03 September 2014

Current reading: THE LAST MRS. ASTOR

Reading about Brooke Astor's multiple marriages reminds me of the debate earlier this year over the connection between marriage and financial stability and how we equip people (or don't) to take advantage of that.

Mrs. Astor was married 3 times in her life and author Frances Kiernan makes a pretty clear case that Marriage #3, to Vincent Astor, was primarily financially motivated, with #1 and #2 having contributing financial factors. The woman born Roberta Brooke Russell was of a class where it would have been unseemly for her to work, and her education (ending at 16) did not equip her to do so anyway. But Husband #1 was a feckless unfaithful alcoholic who more or less stashed her at her in-laws for years, and after her divorce from him, and in her widowhood after Husband #2, she didn't have an independent income nor a way to make it. That said, she did work for a few years at House and Garden and for interior designer Dorothy Draper -- but she had to maintain the facade that it was a lark or a diversion, something she could enlist her friends in, rather than being 'real' about (Kiernan points out that Conde Nast paid badly in those years because it was expected that editors were of the leisure class and independently supported -- so they didn't need the money. Also, they had expense accounts.)

You can fault Mrs. Astor for marrying for money, and some friends quoted in this book do -- I was surprised at how barbed they were sometimes given that this is an authorized biography. (What is your damage, Louis Auchincloss?) But her other options were to live on her annual income from her second husband's will or fall back on her mother or other relatives. Whether that annual income would have been a struggle or not to live within isn't clear -- this calculator from the terrifically named WestEgg.com estimates it would have been around $248,000 in 2013 dollars, not exactly a pittance. But her marriageability was what she had to trade for financial stability. It was all she had. And to her credit, at least she knew that she was marrying a fortune. According to Kiernan, Vincent Astor courted her quite aggressively (bizarrely, with the help of his soon-to-be-ex-wife who apparently wanted him to settle down so she could leave him), so it wasn't a question of who got hoodwinked in that trade.

In conclusion, it's another day I am grateful to be a woman in 2014, where I can hope and plan to support myself for the rest of my life no matter what happens. And this book is some real-life Edith Wharton business and if you like Old New York you should take a look.

P.S. If you follow NYC tabloids, this is the Mrs. Astor whose grandson and son went to court over charges that her son was keeping his mother in reduced circumstances while pocketing over $2 million a year of her fortune. That's her son from her first marriage. I think that is covered in this book, although I'm not there yet. I was called for jury duty right around the time they were trying to empanel jurors for that trial, which was an impossible struggle according to courtroom scuttlebutt.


Activity -
Every line with the word "Tool" in it should be extracted from the data that follows.

Dataset rows describing interfaces -
- - -

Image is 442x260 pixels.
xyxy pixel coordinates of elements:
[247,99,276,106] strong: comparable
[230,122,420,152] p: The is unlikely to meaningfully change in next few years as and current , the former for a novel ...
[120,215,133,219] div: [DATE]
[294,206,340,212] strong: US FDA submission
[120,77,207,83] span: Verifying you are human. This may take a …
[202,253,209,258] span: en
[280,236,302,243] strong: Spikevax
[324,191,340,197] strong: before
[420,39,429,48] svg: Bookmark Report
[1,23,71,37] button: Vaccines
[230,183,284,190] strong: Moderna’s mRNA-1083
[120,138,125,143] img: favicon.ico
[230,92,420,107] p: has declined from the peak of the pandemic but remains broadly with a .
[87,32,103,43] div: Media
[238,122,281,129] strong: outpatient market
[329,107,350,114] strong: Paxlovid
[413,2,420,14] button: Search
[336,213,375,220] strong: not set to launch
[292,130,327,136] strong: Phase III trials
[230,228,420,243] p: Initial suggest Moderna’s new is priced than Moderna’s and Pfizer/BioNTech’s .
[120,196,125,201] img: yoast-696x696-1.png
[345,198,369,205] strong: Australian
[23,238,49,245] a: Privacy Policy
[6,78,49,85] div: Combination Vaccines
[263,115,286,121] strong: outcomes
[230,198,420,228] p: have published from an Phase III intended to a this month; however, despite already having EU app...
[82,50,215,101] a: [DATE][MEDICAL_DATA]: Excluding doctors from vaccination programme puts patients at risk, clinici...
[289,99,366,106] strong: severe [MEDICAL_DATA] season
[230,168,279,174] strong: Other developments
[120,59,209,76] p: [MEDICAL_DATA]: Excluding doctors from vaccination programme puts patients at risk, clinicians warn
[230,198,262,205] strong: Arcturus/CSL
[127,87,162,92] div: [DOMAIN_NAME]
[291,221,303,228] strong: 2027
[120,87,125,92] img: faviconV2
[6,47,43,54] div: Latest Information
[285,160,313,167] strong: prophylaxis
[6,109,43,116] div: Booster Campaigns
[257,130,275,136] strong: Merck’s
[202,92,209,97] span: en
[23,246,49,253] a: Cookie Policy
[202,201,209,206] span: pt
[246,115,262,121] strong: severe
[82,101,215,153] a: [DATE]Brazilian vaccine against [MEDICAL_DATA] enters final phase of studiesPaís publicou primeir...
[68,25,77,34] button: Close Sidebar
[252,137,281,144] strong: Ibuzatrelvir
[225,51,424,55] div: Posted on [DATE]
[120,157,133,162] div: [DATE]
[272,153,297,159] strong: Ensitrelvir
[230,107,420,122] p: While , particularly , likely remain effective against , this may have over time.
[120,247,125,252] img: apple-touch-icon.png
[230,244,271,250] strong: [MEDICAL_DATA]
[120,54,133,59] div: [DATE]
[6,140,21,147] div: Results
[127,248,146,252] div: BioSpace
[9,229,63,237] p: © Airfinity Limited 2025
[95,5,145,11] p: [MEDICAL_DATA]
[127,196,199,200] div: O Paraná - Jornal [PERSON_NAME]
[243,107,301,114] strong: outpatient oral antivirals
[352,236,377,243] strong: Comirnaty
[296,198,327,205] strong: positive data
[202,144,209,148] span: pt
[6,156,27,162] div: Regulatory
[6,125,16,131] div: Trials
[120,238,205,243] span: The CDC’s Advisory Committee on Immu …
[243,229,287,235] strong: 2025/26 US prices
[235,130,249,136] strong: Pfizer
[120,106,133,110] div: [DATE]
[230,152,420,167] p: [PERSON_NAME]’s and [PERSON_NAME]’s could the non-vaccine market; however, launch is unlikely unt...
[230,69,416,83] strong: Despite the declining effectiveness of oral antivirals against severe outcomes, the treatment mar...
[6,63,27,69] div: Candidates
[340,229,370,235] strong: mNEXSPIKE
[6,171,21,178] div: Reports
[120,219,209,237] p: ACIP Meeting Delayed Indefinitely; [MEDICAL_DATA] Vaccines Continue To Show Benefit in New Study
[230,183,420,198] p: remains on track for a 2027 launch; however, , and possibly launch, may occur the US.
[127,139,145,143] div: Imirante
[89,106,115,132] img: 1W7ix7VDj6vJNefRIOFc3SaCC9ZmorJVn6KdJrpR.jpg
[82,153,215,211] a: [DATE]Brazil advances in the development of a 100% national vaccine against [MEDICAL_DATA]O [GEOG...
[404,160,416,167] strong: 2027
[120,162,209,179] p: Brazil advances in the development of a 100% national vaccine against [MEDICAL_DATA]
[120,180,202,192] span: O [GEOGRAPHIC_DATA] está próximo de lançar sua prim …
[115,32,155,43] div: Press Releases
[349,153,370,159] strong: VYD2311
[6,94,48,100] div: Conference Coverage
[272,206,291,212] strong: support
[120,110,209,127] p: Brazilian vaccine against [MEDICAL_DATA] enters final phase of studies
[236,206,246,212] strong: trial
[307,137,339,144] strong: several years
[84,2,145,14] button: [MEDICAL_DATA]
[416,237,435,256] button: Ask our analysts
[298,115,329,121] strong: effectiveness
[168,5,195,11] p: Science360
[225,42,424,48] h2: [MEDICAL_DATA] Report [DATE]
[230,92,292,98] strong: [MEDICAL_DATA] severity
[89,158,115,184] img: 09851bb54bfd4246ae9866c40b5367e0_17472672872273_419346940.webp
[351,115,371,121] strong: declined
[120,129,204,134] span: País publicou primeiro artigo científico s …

- - -

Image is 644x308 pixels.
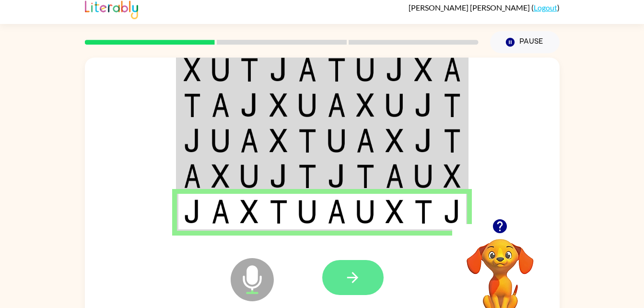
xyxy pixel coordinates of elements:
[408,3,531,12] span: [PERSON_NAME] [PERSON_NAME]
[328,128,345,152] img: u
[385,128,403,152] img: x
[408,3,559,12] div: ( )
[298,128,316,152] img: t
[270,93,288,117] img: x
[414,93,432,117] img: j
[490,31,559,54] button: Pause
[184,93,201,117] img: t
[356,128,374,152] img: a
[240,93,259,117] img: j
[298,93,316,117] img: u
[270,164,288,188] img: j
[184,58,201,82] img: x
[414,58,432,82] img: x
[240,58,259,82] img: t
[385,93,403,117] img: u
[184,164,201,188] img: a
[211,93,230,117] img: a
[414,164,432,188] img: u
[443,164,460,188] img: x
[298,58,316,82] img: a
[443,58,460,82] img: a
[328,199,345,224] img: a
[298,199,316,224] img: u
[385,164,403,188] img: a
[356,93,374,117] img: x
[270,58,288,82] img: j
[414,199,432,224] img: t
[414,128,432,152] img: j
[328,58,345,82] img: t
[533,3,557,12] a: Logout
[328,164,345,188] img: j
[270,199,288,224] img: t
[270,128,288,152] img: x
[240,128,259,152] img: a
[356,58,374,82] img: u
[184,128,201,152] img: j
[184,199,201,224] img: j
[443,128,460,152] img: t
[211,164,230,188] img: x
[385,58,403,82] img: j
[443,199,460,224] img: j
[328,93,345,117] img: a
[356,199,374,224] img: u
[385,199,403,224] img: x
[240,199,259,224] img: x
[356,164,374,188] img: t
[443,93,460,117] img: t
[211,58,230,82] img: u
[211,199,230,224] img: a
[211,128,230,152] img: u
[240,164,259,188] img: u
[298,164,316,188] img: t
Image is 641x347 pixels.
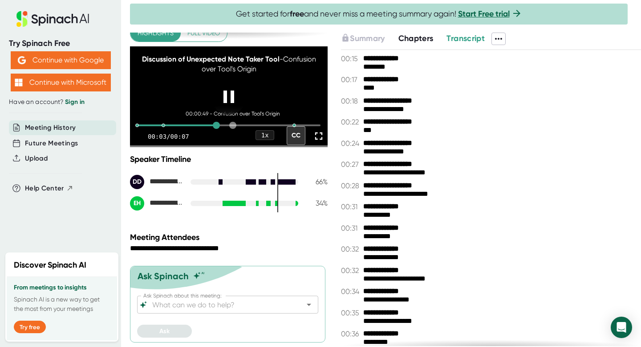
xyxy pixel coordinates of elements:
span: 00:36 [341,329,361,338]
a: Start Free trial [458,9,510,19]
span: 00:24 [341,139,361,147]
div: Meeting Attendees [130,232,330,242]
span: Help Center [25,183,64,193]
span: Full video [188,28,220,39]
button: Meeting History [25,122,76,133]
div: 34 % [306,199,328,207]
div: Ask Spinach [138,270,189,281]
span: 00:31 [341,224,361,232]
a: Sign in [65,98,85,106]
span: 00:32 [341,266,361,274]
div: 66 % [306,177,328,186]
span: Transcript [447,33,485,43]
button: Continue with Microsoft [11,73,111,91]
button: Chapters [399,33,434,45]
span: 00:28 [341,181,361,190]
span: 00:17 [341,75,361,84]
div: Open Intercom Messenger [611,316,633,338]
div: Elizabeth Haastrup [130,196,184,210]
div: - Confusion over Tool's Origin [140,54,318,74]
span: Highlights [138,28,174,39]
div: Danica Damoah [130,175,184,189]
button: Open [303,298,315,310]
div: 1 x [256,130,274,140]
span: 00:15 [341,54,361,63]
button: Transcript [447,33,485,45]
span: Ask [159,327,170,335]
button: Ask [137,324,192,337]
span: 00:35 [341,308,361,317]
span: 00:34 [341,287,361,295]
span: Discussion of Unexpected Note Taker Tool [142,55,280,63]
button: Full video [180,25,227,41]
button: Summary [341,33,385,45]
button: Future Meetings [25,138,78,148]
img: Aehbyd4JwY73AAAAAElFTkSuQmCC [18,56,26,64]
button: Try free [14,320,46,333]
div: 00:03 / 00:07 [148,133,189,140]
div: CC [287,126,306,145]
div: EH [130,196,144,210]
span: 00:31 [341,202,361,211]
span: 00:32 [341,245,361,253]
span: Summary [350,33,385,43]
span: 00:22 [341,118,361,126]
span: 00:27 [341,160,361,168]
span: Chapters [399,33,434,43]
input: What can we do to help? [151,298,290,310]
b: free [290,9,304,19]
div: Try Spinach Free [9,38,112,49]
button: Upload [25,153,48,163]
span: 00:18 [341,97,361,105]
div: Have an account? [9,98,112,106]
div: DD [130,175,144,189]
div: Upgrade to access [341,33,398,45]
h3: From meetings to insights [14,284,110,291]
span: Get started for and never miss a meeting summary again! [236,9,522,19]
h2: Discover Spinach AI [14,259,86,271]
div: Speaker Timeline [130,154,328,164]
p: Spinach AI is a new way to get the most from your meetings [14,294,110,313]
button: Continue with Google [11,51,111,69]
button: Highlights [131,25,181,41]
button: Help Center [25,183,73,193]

- - -

Answer to the problem -
div: - Confusion over Tool's Origin [140,54,318,74]
span: Discussion of Unexpected Note Taker Tool [142,55,280,63]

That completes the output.